Verizon could at least back its claims with some solid data, even if AT&T’s spotty coverage has reportedly improved since then. Sprint is picking cherries to climb the Apple tree here. That "10 times the speed" claim rests on a worst-case 3G connection and the most positive 4G data Sprint can muster on its own network. "Triple the speed" might be closer to the truth on average.

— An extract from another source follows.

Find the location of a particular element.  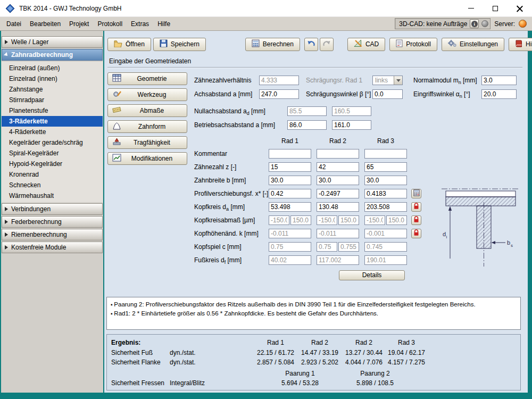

Besides, Sprint’s 4G network has only opened up in 33 cities so far, with a heavy Midwestern concentration. Major population centres like San Francisco and New York, where AT&T’s network quality has drawn the most fury so far, are not covered at all--so Matt’s clever solution wouldn’t help Steve at all in most cases. Sprint’s own coverage information will make that very clear if you try to order an Overdrive gadget.
With iPhones, iPads, and Google Androids flooding the market, all the major service providers need to figure out how to handle heavy Web use and streaming video for previously unheard-of millions of customers nationwide. This Sprint trinket and the accompanying ad campaign seems designed to steal iPhone users from AT&T, but Sprint isn’t really ready to take most of them on anyway.
By the time Sprint has covered most of the country, chances are that Verizon and AT&T have gotten their own 4G installations in gear. After the undisputed failure of the Palm Pre smartphone, Android handsets look like better ammunition for Sprint’s war against the Big Two than the 4G network is.